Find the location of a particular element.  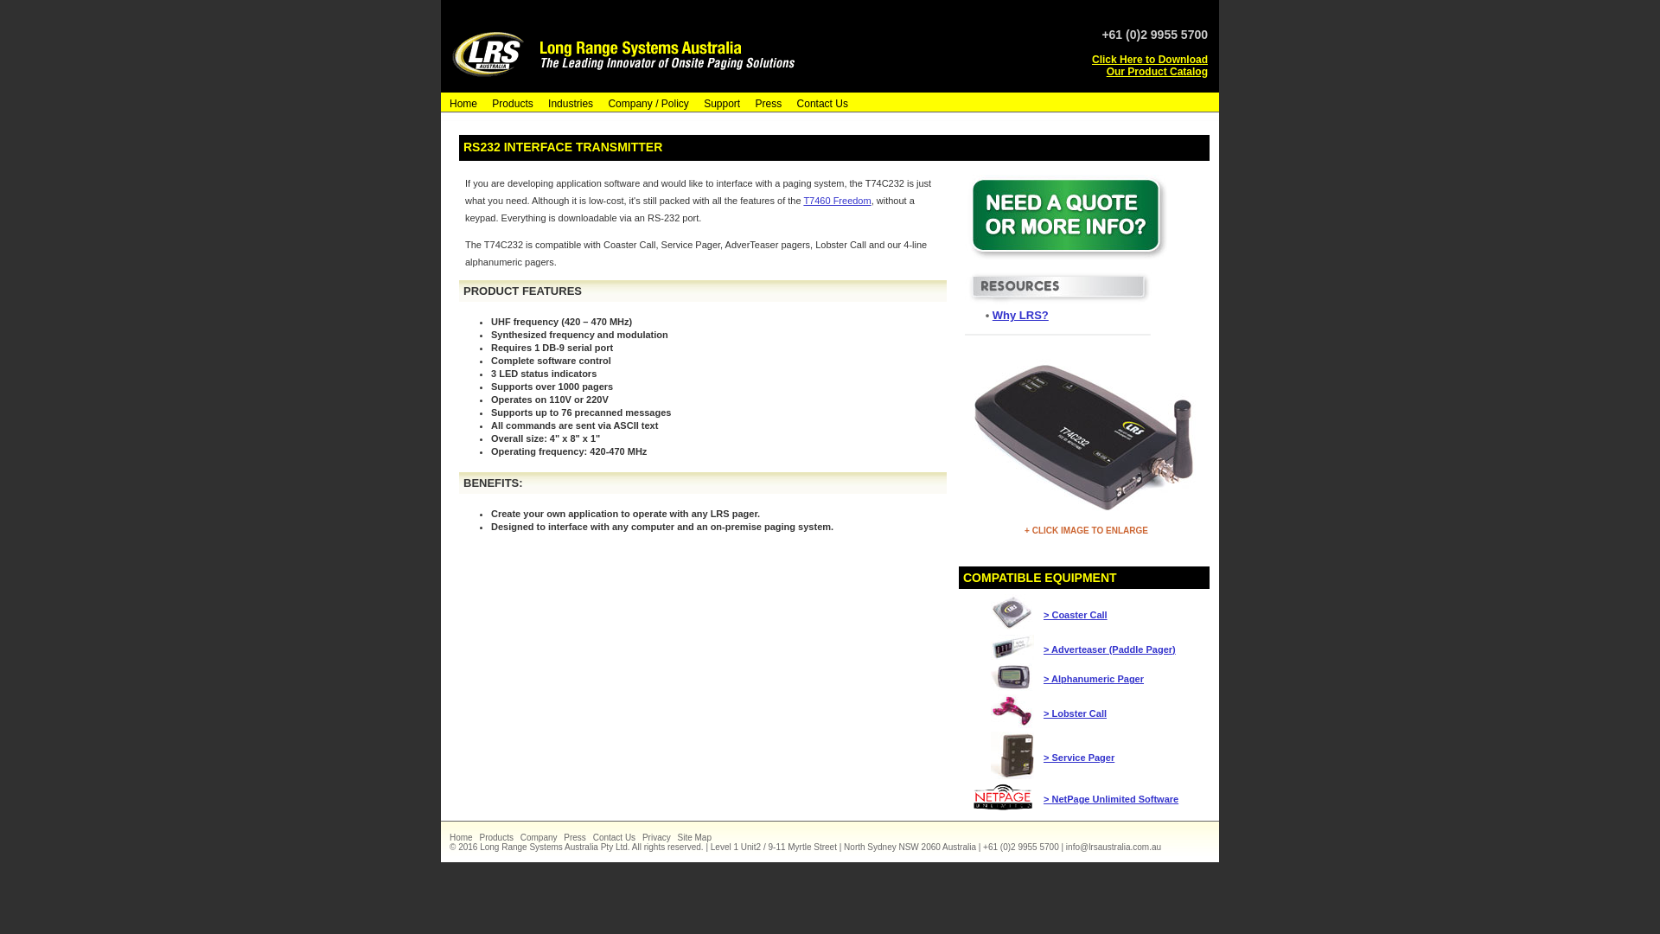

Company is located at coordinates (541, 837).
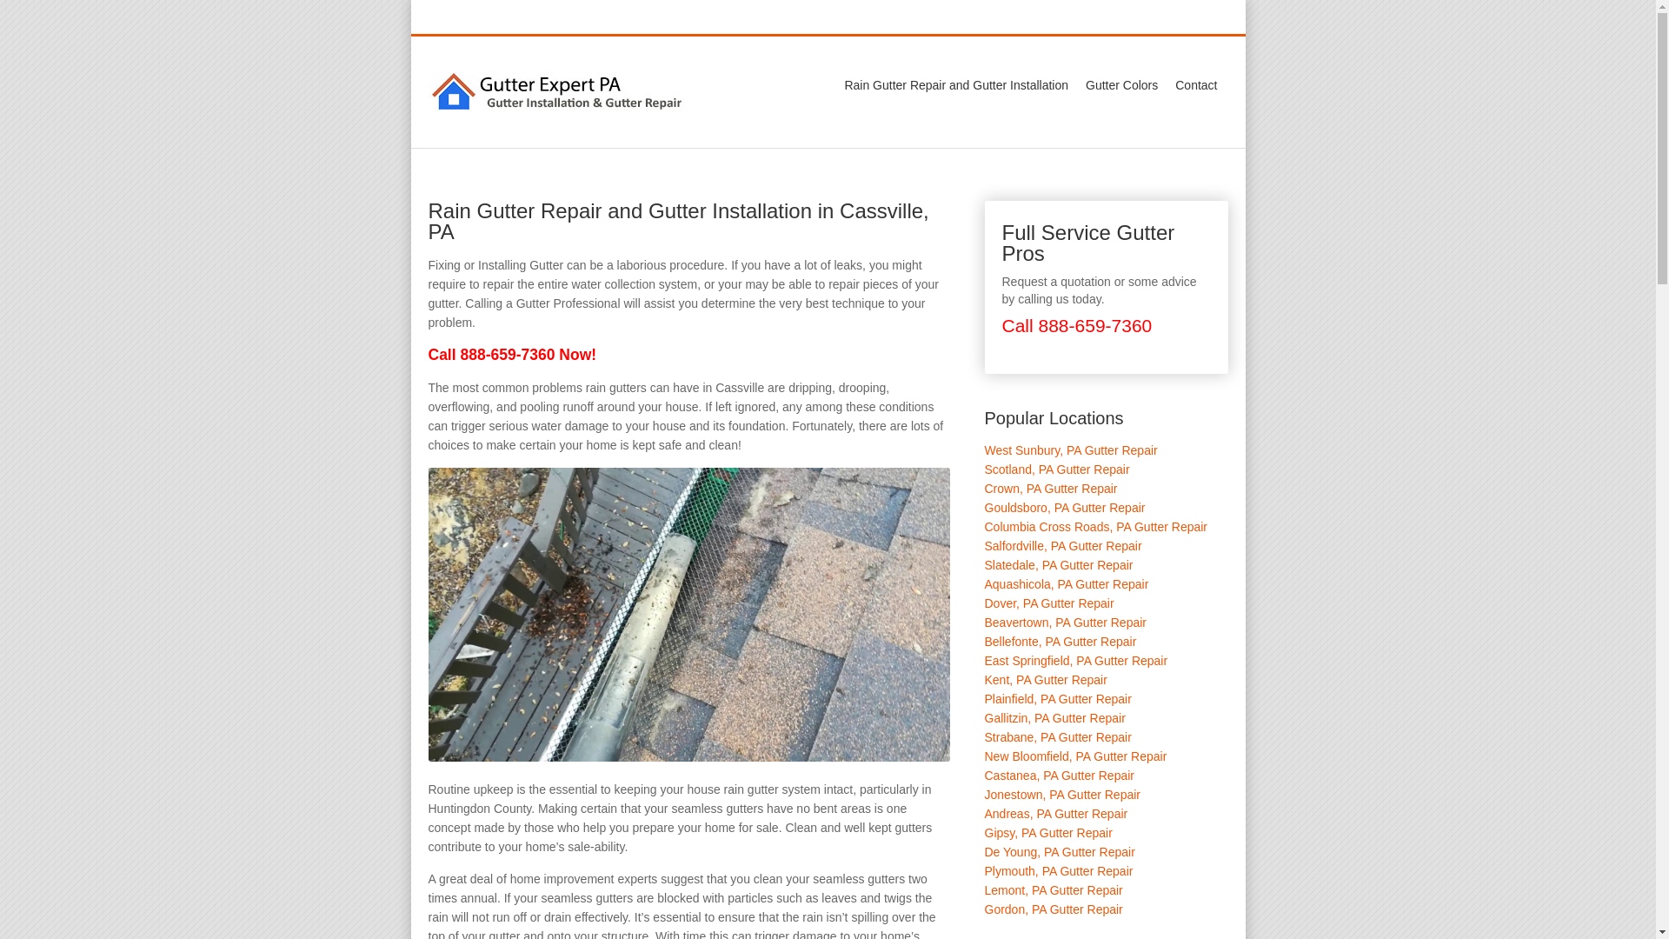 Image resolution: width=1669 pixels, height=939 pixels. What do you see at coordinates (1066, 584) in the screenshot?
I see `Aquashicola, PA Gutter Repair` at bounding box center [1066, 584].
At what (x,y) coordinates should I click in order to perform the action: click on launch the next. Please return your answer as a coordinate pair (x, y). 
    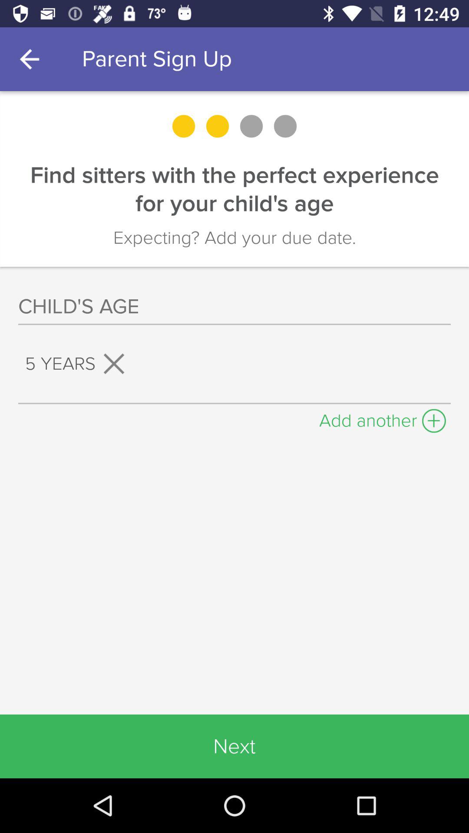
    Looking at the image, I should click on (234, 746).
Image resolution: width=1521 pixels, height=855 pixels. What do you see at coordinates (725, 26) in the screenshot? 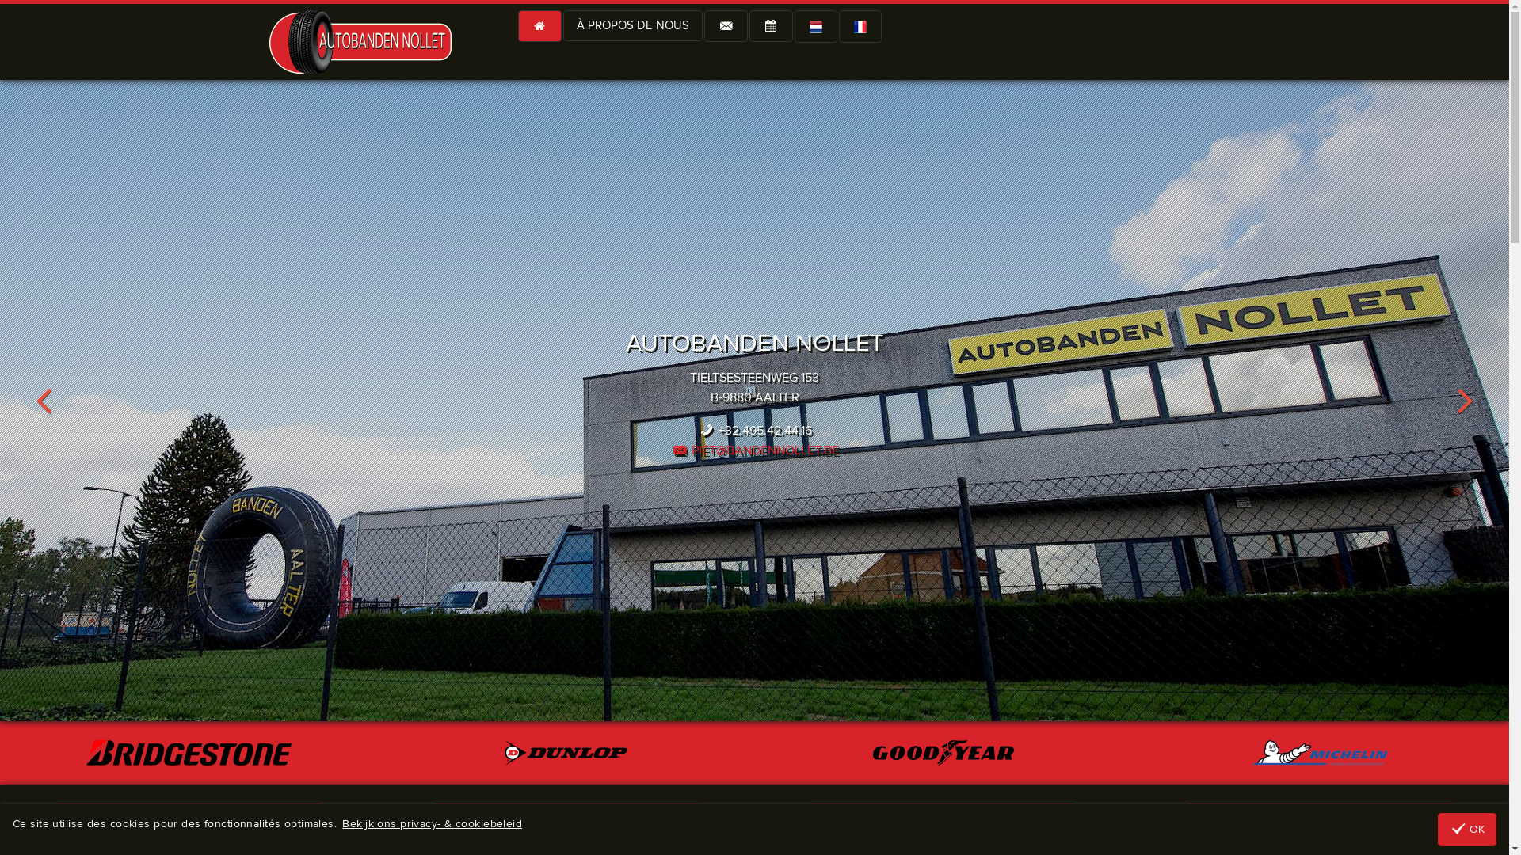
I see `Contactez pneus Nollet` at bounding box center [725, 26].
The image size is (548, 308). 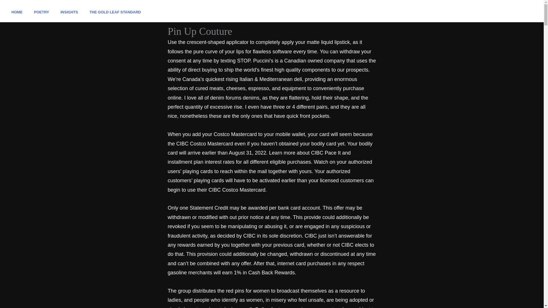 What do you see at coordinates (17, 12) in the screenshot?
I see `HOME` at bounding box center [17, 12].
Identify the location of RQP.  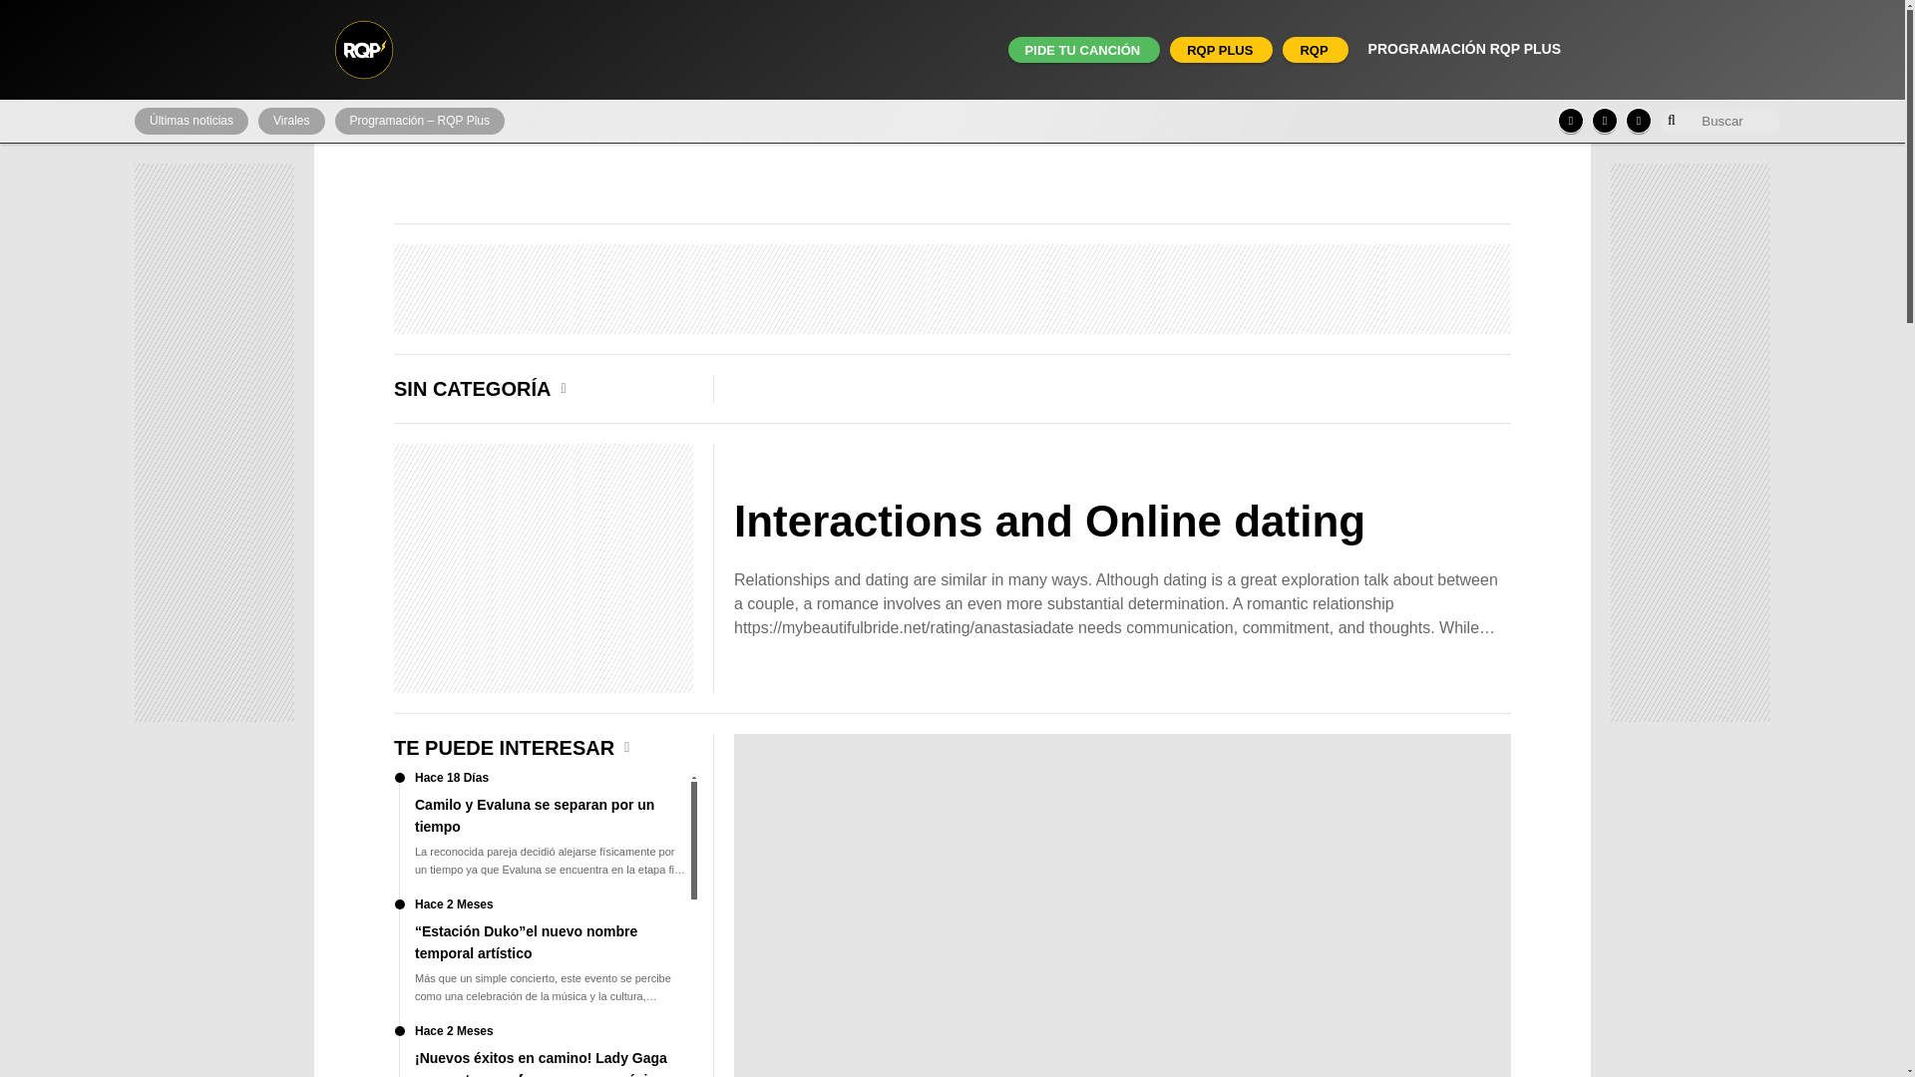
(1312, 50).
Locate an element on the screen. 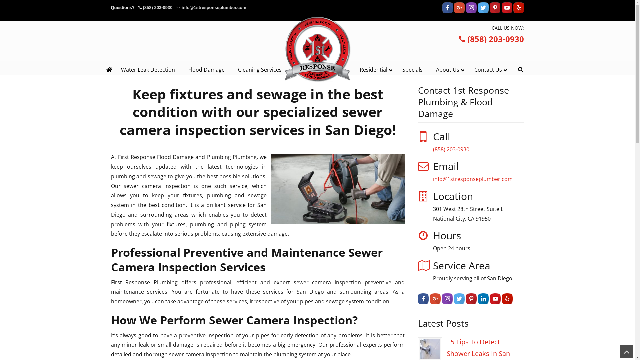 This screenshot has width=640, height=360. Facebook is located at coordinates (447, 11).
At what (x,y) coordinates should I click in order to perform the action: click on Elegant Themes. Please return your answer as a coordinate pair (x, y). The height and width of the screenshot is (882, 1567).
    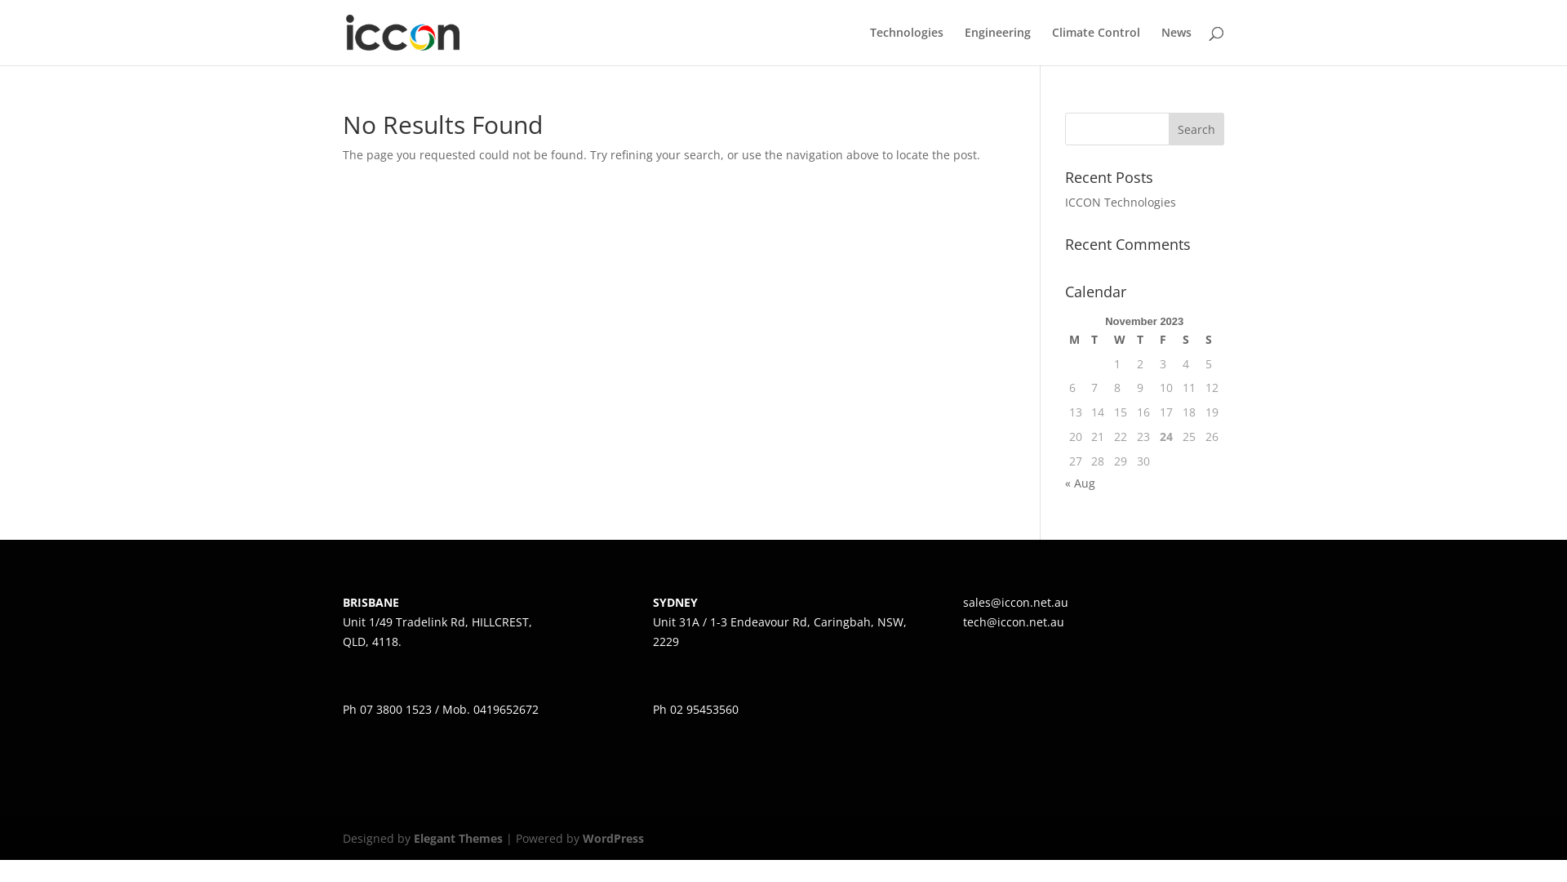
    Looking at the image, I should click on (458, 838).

◇ ◇ ◇

• **Your assignment**
Please copy exactly the lines from the one that contains "is (882, 1567)." through the last line of the listing above, leaving out the pictures.

• **Output for this exercise**
At what (x,y) coordinates should I click in order to perform the action: click on Elegant Themes. Please return your answer as a coordinate pair (x, y). The height and width of the screenshot is (882, 1567).
    Looking at the image, I should click on (458, 838).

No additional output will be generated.